When he was six years old, he went to an Anglican church school where he stayed for two years.
Afterwards, he visited a boarding school for the British upper class where he recieved good marks. In
this period of life he wrote the essay "Such, Such Were the Joys" and published it in 1952. Thanks to
a stipend by the King himself he could visit the renowned Eton College.
What did Orwell do in the time from 1922 to 1927?
He worked for the British colonial police named 'Indian Imperial Police' in Burma. He wrote about
these experiences and adventures in the essays 'A Hanging’ and 'Shooting an Elephant'. As a result of
his health problems and his critical attitude to the colonial police, he returned to England.

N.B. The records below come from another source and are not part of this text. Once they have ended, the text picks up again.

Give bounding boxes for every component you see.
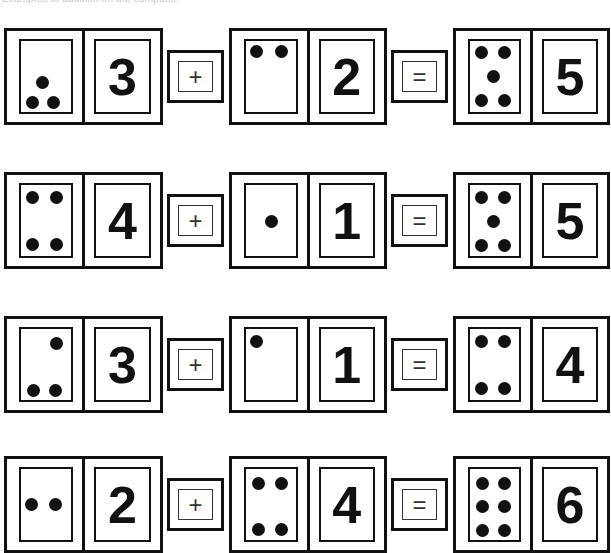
dot-icon bbox=[475, 46, 488, 59]
addend-a-domino: 3 bbox=[4, 28, 163, 125]
plus-operator-box: + bbox=[167, 194, 224, 247]
dot-icon bbox=[475, 94, 488, 107]
numeral: 2 bbox=[321, 51, 374, 103]
dot-icon bbox=[49, 498, 62, 511]
dot-icon bbox=[252, 523, 265, 536]
dot-card bbox=[468, 183, 521, 258]
numeral-half: 4 bbox=[310, 459, 385, 550]
result-domino: 5 bbox=[453, 172, 610, 269]
numeral-card: 1 bbox=[319, 183, 376, 258]
dot-half bbox=[7, 31, 85, 122]
numeral-half: 6 bbox=[533, 459, 607, 550]
numeral-card: 6 bbox=[542, 467, 598, 542]
dot-icon bbox=[475, 382, 488, 395]
numeral-card: 1 bbox=[319, 327, 376, 402]
plus-icon: + bbox=[178, 489, 213, 520]
addend-b-domino: 2 bbox=[229, 28, 387, 125]
dot-icon bbox=[475, 239, 488, 252]
numeral: 1 bbox=[321, 195, 374, 247]
numeral-half: 2 bbox=[85, 459, 160, 550]
equation-row-2: 4 + 1 = bbox=[0, 172, 611, 269]
dot-icon bbox=[275, 45, 288, 58]
dot-icon bbox=[498, 191, 511, 204]
numeral-card: 4 bbox=[94, 183, 151, 258]
dot-icon bbox=[498, 524, 511, 537]
dot-icon bbox=[475, 335, 488, 348]
equals-operator-box: = bbox=[391, 478, 448, 531]
dot-icon bbox=[27, 384, 40, 397]
numeral-half: 1 bbox=[310, 319, 385, 410]
addend-b-domino: 4 bbox=[229, 456, 387, 553]
dot-half bbox=[232, 459, 310, 550]
numeral-half: 1 bbox=[310, 175, 385, 266]
dot-card bbox=[468, 39, 521, 114]
dot-icon bbox=[275, 477, 288, 490]
numeral: 1 bbox=[321, 339, 374, 391]
dot-icon bbox=[25, 498, 38, 511]
dot-half bbox=[7, 319, 85, 410]
numeral: 5 bbox=[544, 51, 596, 103]
dot-icon bbox=[498, 335, 511, 348]
dot-icon bbox=[26, 238, 39, 251]
dot-card bbox=[19, 467, 73, 542]
numeral: 3 bbox=[96, 51, 149, 103]
dot-half bbox=[456, 459, 533, 550]
equals-operator-box: = bbox=[391, 50, 448, 103]
dot-half bbox=[7, 175, 85, 266]
numeral-card: 5 bbox=[542, 183, 598, 258]
addend-a-domino: 3 bbox=[4, 316, 163, 413]
equals-icon: = bbox=[402, 349, 437, 380]
addend-a-domino: 2 bbox=[4, 456, 163, 553]
result-domino: 4 bbox=[453, 316, 610, 413]
dot-half bbox=[7, 459, 85, 550]
numeral-card: 2 bbox=[319, 39, 376, 114]
numeral-half: 2 bbox=[310, 31, 385, 122]
dot-card bbox=[244, 467, 298, 542]
dot-icon bbox=[252, 477, 265, 490]
numeral-half: 4 bbox=[85, 175, 160, 266]
dot-half bbox=[456, 319, 533, 410]
dot-icon bbox=[487, 215, 500, 228]
dot-icon bbox=[47, 96, 60, 109]
dot-icon bbox=[275, 523, 288, 536]
numeral-half: 4 bbox=[533, 319, 607, 410]
numeral-card: 2 bbox=[94, 467, 151, 542]
dot-icon bbox=[498, 500, 511, 513]
numeral: 4 bbox=[321, 479, 374, 531]
plus-icon: + bbox=[178, 61, 213, 92]
plus-operator-box: + bbox=[167, 50, 224, 103]
equation-row-1: 3 + 2 = bbox=[0, 28, 611, 125]
dot-half bbox=[456, 175, 533, 266]
result-domino: 5 bbox=[453, 28, 610, 125]
dot-card bbox=[468, 467, 521, 542]
dot-icon bbox=[50, 337, 63, 350]
plus-operator-box: + bbox=[167, 478, 224, 531]
dot-card bbox=[468, 327, 521, 402]
dot-icon bbox=[26, 96, 39, 109]
numeral-half: 3 bbox=[85, 31, 160, 122]
numeral-card: 3 bbox=[94, 327, 151, 402]
dot-card bbox=[19, 39, 73, 114]
numeral-card: 3 bbox=[94, 39, 151, 114]
dot-icon bbox=[498, 46, 511, 59]
plus-icon: + bbox=[178, 349, 213, 380]
numeral: 4 bbox=[96, 195, 149, 247]
dot-icon bbox=[36, 76, 49, 89]
equals-icon: = bbox=[402, 61, 437, 92]
dot-half bbox=[456, 31, 533, 122]
numeral: 4 bbox=[544, 339, 596, 391]
plus-icon: + bbox=[178, 205, 213, 236]
dot-icon bbox=[487, 70, 500, 83]
dot-half bbox=[232, 31, 310, 122]
dot-half bbox=[232, 175, 310, 266]
dot-icon bbox=[50, 238, 63, 251]
dot-icon bbox=[476, 477, 489, 490]
dot-icon bbox=[250, 335, 263, 348]
dot-icon bbox=[250, 45, 263, 58]
numeral-card: 4 bbox=[319, 467, 376, 542]
dot-icon bbox=[498, 382, 511, 395]
dot-icon bbox=[26, 191, 39, 204]
dot-card bbox=[244, 327, 298, 402]
numeral: 5 bbox=[544, 195, 596, 247]
numeral: 6 bbox=[544, 479, 596, 531]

In the time between 1927 and 1937 Blair lived in France and in England, where he had several parttime jobs such as a dishwasher, as a bookshop employee or as a tutor. In 1933 he wrote "Down and
out in Paris and London" under his new pen name George Orwell. The year after he wrote down
experiences from Burma in his novel "Burmese Days". In 1937 he documented the situation of the
working families in the industrial area in the north of England in the report "The Road to Wigan
Pier".
English Presentation
Project Week Barcelona 2015
Fadri Hediger / Philippe Huber
2762 volunteers from England went to the Spanish Civil War, one of them was George Orwell. He
had sympathies for the republican side for the left in England and so in 1937, he fought with the
party POUM against the rebels under General Francisco Franco near Barcelona.

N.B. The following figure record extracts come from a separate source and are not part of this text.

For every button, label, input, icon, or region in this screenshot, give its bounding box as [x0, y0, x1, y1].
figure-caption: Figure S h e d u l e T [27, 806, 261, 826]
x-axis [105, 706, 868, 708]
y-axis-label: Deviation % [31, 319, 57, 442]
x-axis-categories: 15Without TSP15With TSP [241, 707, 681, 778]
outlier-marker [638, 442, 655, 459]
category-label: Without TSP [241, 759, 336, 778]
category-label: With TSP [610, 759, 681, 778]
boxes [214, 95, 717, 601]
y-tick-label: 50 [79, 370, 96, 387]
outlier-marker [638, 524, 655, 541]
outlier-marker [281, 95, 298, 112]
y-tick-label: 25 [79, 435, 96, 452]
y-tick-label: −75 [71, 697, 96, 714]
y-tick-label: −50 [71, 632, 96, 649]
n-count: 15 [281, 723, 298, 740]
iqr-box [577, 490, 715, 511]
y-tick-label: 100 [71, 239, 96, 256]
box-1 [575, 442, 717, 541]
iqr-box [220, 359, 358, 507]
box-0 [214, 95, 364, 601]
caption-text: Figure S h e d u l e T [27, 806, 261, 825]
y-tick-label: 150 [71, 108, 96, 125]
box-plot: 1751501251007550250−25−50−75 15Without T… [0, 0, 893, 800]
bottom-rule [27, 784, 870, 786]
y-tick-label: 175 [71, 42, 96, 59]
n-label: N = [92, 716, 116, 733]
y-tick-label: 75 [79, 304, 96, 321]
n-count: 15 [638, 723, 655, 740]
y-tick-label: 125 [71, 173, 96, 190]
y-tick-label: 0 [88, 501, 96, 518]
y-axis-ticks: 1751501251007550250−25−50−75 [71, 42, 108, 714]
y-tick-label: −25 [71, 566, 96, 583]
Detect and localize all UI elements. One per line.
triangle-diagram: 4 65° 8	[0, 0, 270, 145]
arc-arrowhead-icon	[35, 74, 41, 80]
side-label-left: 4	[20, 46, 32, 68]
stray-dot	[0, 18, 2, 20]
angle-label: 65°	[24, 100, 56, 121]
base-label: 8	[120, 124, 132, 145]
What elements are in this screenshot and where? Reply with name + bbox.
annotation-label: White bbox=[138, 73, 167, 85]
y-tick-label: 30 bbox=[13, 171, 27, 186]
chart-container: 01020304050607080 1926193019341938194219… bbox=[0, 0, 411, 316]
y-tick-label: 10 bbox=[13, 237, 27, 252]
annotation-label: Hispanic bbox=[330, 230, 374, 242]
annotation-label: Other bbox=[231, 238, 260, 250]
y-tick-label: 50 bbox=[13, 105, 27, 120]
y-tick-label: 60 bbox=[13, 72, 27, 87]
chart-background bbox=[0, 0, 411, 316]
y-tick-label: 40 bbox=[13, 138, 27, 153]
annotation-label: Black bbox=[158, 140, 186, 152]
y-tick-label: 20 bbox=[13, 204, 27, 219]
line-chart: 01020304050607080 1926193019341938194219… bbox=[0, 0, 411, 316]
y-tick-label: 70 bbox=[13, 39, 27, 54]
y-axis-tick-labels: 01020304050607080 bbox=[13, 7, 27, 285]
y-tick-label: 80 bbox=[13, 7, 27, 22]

The major problems were not the enemies, but the cold, the hunger, the lack of hygiene and their
bad weapons from World War One.
Afterwards the Stalinists deactivated his militia with force of arms and black propaganda. Thereby
Orwell got injured by a shot through his throat. But he could escape from Spain and reached a safe
place. During the Spanish Civil War he had several contacts with famous personalities like Ernest
Hemingway, André Malraux and Leopold Kohr. Plenty of his former colleagues died or were put into
prison. In 1928 he wrote his experiences and the analysis of the Spanish Civil War in a gripping book
named 'Homage to Catalania'. In this book he particularly described the street fights and the terror
of the Stalinists.
What was Orwell’s role in the Spanish Civil War?

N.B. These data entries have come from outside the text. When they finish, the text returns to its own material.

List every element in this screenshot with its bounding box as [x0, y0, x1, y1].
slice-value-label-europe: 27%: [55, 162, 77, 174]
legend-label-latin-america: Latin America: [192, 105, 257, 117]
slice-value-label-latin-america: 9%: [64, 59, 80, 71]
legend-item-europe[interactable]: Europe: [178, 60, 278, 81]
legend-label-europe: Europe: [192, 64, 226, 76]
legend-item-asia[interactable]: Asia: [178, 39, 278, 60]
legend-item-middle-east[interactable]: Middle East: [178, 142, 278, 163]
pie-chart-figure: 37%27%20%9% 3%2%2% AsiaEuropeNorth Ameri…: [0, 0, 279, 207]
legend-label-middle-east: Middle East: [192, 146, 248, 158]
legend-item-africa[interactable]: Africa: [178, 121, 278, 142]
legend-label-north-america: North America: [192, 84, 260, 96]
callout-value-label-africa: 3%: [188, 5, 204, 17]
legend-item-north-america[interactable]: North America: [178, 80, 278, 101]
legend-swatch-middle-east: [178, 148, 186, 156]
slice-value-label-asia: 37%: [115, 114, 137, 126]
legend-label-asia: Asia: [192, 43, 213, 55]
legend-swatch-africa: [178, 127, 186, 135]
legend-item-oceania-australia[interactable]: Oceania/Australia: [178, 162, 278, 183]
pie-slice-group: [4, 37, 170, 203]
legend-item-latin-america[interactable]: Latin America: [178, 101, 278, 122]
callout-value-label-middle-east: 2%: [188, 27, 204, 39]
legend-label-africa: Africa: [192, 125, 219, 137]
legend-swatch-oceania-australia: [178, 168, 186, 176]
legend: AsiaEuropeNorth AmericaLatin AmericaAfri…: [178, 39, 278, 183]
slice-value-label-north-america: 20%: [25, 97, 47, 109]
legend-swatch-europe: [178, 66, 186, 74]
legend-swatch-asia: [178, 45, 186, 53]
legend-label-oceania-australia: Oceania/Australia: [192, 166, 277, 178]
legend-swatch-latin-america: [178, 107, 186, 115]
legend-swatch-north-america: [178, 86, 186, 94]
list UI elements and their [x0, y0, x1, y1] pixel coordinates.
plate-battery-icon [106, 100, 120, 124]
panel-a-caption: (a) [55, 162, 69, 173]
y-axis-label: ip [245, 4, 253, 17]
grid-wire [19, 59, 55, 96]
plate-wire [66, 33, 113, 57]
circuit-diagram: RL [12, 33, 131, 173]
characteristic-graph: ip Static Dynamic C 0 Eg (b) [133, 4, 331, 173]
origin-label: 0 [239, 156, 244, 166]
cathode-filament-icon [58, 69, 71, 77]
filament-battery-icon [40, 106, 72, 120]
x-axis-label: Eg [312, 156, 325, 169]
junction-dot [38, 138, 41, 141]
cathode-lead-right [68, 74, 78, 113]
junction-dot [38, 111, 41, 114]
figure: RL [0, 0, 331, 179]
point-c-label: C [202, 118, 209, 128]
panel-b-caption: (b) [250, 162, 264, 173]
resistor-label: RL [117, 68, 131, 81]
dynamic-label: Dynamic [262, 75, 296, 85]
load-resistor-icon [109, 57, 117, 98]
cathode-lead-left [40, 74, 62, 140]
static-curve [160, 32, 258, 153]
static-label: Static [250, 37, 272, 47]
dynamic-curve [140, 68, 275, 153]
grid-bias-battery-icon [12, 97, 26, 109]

He was a clear opponent of Stalinism and had sympathies for the anarchist and revolutionary
communist groups (POUM). He really approved of the social revolution and converted into a
democratic Socialist. In his opinion, Socialism is: Freedom, human dignity and solidarity. On the
other hand, he distanced himself from communism. The Spanish Civil War was the basis for his
criticism of totalitarianism.
In the time of World War Two, after 1939, he worked as a book critic. From 1941 to1943 he worked
with the BBC as an English language producer but he produced war propaganda above all.
Afterwards, Orwell worked as a war correspondent for the 'Observer' in Germany and in France.
In 1945, George Orwell published the tale "Animal Farm: A Fairy Story", which is a satire that shows
the failure of the Russian Revolution due to the betrayal of socialist ideas by the Stalinists.
This work was a reckoning with the totalitarian system in the Soviet Union and it was also his literary
breakthrough. In the Cold War the book was used in Europe and the USA as a work against
Communism. Its most famous sentence is maybe "All animals are equal, but some are more equal
than others."
In 1948 he published an 'utopia in the shape of a novel: ’1984’. 1984 became one of his most famous
works and was a satire on a gloomy vision of the future. He showed the terrible picture of a
totalitarian surveillance society (=Orwell-State).
In 1950 Eric Arthur Blair died of tuberculosis.